Part 5: Services : Making Your Application Reachable¶
In the previous sections you created Pods and then a Deployment. Your application is now running reliably inside the Kubernetes cluster.
But there is a problem.
Pods are ephemeral. They can be created, destroyed, or replaced at any time. When this happens:
- Their internal IP address changes
- The number of running Pods may change (scaling)
- Clients would not know which Pod to contact
This is where Services come in.
A Service provides a stable network endpoint that always routes traffic to the correct Pods : even if those Pods change.
Conceptually
Think back to the pizza analogy:
- Pods = individual pizzas being cooked
- Deployment = the rule that keeps multiple pizzas ready
- Service = the single phone number customers call
Customers never call the kitchen directly. They call the phone number, and the system routes the order to whichever kitchen has capacity. Kubernetes works the same way. A Service load-balances traffic across all healthy Pods that match a label selector.
Goal of This Section¶
By the end of this section you will: - Create a Service - Connect it to your Deployment - Access your application from your web browser Your nginx web server will finally be reachable outside the cluster.
Step 1: Verify Your Deployment Is Running¶
Before exposing the application, confirm that your Deployment is still active.
Run:
You should see something similar to:
Explanation:
- READY 3/3 → All desired Pods are running and healthy
- UP-TO-DATE → Kubernetes has applied the latest configuration
- AVAILABLE → Pods are ready to receive traffic If the deployment is missing, reapply it:
Step 2: Create a Service¶
Now we create a Service resource that exposes the Pods.
Create a new file named:
Add the following configuration:
apiVersion: v1
kind: Service
metadata:
name: nginx-service
spec:
selector:
app: nginx
ports:
- protocol: TCP
port: 80
targetPort: 80
type: NodePort
Understanding the YAML Configuration¶
Let's break down what each part means.
Resource Type
This tells Kubernetes we are creating a network Service.
Metadata
This assigns a unique name to the Service within the cluster.
Selector (Connecting Service to Pods)
This is extremely important. The Service sends traffic to any Pod with the label: Your Deployment created Pods with this exact label. This label matching is how Kubernetes links Services to Pods automatically.Ports
This defines how traffic flows. | Field | Meaning | |--------------|---------| | port | The port exposed by the Service | | targetPort | The port inside the container | | protocol | Network protocol (usually TCP) |
So traffic arriving at the Service on port 80 is forwarded to port 80 inside the container.
Service Type
This determines how the Service is exposed. For local development we use:NodePort
This means Kubernetes will:
- Open a high-numbered port on the node (your machine)
- Route traffic from that port to the Service
Typical NodePort range:
Step 3: Apply the Service¶
Now create the Service inside the cluster.
Run:
You should see:
The Service now exists and is routing traffic internally.
Step 4: Inspect the Service¶
Check the Service configuration.
Example output:
NAME TYPE CLUSTER-IP EXTERNAL-IP PORT(S) AGE
kubernetes ClusterIP 10.96.0.1 <none> 443/TCP 15m
nginx-service NodePort 10.108.123.45 <none> 80:31234/TCP 2m
Important part:
This means:
| Value | Meaning |
|---|---|
| 80 | Service port inside the cluster |
| 31234 | External NodePort opened on your machine |
Requests hitting port 31234 will be routed to nginx Pods on port 80.
Step 5: Access the Application¶
Minikube provides a convenient shortcut for opening Services.
Run:
Minikube will automatically:
- Detect the NodePort
- Open your default browser
- Navigate to the correct URL
The URL will look similar to:
If it does not open automatically, copy the URL from the terminal and paste it into your browser. You should see the classic: Welcome to nginx! page.
This confirms:
- Your Deployment is running
- The Service is routing traffic
- The application is reachable from outside the cluster
What Happens Behind the Scenes¶
When you open the page: 1. Your browser sends a request to the NodePort 2. The request hits the Kubernetes Service 3. The Service load balances the request 4. One of the nginx Pods responds If you have multiple Pods, Kubernetes distributes traffic between them.
Step 6: Clean Up (Optional)¶
If you want to remove the Service:
or
This removes the network entry point, but your Deployment and Pods remain running.What We Learned¶
Key Kubernetes concepts introduced in this section:
- Services provide stable networking for Pods
- Pods are dynamic, but Services provide a consistent endpoint
- NodePort exposes applications for local testing
- Label selectors connect Services to Pods
- Kubernetes automatically load balances traffic
Your application is now:
- Running inside Kubernetes
- Managed by a Deployment
- Reachable through a Service
This is the core workflow used in real Kubernetes applications.
Next Step¶
You have now covered the most important Kubernetes building blocks:
- Pods
- Deployments
- Services In the final section we will recap what you learned and cover some useful tips for beginners.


*Required action*: Search each line below for "shaded", then return the lines where it appears.

*Source information*:
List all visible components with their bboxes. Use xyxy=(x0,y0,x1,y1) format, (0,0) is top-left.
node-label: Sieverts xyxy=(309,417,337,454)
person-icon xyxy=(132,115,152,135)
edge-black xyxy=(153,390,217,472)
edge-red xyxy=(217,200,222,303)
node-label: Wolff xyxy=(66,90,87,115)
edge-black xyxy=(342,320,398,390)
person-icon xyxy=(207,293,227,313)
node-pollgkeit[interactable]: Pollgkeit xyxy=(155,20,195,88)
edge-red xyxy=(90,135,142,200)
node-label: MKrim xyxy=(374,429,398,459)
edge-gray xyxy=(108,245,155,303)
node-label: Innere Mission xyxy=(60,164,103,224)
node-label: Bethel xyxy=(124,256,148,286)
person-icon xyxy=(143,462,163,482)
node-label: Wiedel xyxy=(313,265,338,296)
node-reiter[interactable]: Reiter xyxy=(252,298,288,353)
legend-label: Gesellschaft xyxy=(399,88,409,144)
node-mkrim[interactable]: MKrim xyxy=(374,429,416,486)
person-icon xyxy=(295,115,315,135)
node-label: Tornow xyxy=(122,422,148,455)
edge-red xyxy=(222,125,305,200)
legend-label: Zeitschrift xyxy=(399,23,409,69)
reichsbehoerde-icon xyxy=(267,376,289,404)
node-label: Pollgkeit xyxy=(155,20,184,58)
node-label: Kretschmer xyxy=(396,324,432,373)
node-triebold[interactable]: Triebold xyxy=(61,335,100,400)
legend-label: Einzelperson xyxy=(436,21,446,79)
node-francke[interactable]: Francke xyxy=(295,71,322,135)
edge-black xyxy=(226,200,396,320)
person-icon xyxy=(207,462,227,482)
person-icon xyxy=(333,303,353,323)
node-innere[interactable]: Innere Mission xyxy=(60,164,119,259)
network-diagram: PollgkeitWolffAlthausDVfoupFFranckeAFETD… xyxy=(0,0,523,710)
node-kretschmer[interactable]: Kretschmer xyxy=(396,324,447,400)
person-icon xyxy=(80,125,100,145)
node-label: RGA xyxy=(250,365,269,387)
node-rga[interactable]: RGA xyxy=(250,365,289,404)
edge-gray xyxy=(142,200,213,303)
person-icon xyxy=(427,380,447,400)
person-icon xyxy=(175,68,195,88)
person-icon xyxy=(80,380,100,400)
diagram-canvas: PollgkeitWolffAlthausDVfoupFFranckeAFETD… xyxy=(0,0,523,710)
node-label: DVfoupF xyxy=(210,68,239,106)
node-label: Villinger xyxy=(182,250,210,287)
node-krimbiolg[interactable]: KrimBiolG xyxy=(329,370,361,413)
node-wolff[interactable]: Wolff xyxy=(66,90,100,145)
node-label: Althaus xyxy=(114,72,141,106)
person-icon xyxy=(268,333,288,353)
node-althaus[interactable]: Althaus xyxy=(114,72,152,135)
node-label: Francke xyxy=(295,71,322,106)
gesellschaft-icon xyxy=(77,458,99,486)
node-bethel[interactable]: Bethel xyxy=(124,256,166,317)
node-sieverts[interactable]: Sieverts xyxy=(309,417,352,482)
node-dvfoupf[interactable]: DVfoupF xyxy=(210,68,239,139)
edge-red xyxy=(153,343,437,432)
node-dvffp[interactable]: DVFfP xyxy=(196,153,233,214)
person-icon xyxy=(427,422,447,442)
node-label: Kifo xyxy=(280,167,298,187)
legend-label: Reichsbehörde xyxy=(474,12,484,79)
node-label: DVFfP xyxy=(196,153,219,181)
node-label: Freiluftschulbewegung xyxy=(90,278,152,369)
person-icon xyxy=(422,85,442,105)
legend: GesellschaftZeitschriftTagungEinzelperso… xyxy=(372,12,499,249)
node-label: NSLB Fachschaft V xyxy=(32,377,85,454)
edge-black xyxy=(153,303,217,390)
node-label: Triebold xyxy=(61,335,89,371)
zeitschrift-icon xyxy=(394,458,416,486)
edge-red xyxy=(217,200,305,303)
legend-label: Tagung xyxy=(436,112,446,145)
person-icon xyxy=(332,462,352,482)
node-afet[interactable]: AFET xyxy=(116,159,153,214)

==

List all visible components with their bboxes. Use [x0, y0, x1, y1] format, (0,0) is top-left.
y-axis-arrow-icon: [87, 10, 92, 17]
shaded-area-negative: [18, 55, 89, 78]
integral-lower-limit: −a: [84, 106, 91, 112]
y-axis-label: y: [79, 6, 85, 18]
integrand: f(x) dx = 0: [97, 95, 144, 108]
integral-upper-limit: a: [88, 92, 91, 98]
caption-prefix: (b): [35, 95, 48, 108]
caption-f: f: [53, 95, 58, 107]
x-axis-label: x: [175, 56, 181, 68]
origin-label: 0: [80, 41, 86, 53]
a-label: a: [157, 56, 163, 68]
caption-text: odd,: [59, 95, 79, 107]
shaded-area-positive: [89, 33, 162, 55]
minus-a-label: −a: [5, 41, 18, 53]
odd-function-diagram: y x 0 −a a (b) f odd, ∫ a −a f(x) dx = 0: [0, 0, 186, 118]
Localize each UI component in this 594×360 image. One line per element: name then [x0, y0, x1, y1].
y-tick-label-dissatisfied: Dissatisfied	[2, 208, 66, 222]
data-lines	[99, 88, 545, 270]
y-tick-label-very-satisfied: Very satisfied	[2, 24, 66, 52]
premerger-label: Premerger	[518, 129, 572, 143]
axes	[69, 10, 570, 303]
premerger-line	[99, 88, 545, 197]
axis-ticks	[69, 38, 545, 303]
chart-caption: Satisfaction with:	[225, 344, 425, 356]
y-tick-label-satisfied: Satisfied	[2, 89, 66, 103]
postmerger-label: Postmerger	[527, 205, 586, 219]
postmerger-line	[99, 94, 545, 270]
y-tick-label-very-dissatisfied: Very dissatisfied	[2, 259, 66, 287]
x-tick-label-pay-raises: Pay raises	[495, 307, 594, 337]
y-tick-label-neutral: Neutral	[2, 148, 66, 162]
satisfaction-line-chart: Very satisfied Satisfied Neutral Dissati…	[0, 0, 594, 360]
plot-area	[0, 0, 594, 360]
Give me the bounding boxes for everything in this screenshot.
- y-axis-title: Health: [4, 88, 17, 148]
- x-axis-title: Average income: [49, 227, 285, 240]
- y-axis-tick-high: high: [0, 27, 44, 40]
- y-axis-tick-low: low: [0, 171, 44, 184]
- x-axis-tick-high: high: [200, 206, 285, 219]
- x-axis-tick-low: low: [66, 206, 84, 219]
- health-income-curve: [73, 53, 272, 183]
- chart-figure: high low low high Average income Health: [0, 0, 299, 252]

*Exercise solution*:
shaded-area-negative: [18, 55, 89, 78]
shaded-area-positive: [89, 33, 162, 55]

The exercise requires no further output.